Time Magazine heralded the Gaddafi's conversion with a headline; Why Gaddafi is now a Good Guy. It noted that, "Even though Gaddafi has done little to loosen his dictatorship, British Prime Minister Tony Blair and French President Jacques Chirac, among other statesmen, have already visited Libya to signal the West's pleasure. President Bush, or his successor, could be next to visit the leader in his tent."
The diplomatic contacts went hand in hand with weapons and energy contracts and it was all good until those rehabilitated al Qaeda allies, the LGIF, began stirring the pot.
Now things have turned upside down again. The military leadership of the Libyan rebellion is wall to wall LGIF with their links to al Qaeda. The NATO military machine may have taken some advice from its deradicalized allies. There have been reports of NATO bombings in urban areas with a range of civilian casualties. Unfortunately, on May 10, the United Nations Office for the Coordination of Human Affairs stopped its tally of civilian casualties. That was our only chance to know how many Libyans had to be killed in the name of freedom.
So what about the end of al Qaeda announced Monday? What about a Libyan revolutionary military command infested by al Qaeda sympathizers? It doesn't really matter, it appears. The Libyan effort is about something more important - oil (Libya to honor all legal oil deals, August 24)
Just a few years after pronouncing Gaddafi civilized, the US now demands that he leave Libya. Instead of selling him billions in weapons, NATO forms an alliance with a revolutionary military command dominated by members of an organization with strong historical ties to al Qaeda. It is all about oil. Whoever has it is our friend. Those who had but could not hold the oil concession are forgotten.
The United States and Europe have no permanent friends or enemies, to borrow a phrase, just a permanent lust for oil. That can justify any sequence of events. Just bet on the winner and get the goods.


- _Task_
From the entries below, copy every line where the string "background" appears.

- _Input data_
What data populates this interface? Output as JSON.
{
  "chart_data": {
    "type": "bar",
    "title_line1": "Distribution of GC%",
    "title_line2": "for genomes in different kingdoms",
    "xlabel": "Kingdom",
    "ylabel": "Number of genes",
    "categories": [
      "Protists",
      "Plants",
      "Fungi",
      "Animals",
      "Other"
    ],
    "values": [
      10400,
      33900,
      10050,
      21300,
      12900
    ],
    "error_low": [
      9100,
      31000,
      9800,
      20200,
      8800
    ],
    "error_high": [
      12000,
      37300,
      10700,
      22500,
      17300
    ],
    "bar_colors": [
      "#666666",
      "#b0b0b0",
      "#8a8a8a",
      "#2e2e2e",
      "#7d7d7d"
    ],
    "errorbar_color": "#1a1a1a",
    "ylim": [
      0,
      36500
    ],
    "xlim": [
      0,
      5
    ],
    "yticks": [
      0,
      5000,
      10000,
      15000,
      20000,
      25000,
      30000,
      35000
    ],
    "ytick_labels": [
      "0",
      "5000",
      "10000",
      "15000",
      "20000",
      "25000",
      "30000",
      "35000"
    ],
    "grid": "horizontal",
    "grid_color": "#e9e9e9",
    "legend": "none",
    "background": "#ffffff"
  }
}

--

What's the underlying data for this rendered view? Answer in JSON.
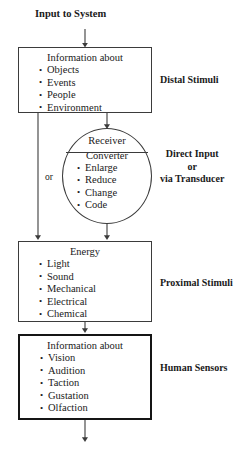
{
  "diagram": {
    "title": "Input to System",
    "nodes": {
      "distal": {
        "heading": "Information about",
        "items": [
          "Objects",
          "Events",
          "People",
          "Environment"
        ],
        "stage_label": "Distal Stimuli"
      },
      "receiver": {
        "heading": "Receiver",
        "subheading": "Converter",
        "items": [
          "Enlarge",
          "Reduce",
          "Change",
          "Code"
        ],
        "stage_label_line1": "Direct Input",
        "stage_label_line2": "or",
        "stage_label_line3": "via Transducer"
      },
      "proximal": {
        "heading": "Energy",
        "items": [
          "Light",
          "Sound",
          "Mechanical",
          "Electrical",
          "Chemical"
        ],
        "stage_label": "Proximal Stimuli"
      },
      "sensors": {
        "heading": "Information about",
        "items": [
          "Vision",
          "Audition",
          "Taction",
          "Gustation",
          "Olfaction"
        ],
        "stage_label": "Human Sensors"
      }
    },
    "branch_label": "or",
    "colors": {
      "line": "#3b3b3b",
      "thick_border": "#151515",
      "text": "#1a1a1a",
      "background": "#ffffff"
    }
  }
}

- _Answer space_
    "background": "#ffffff"
      "background": "#ffffff"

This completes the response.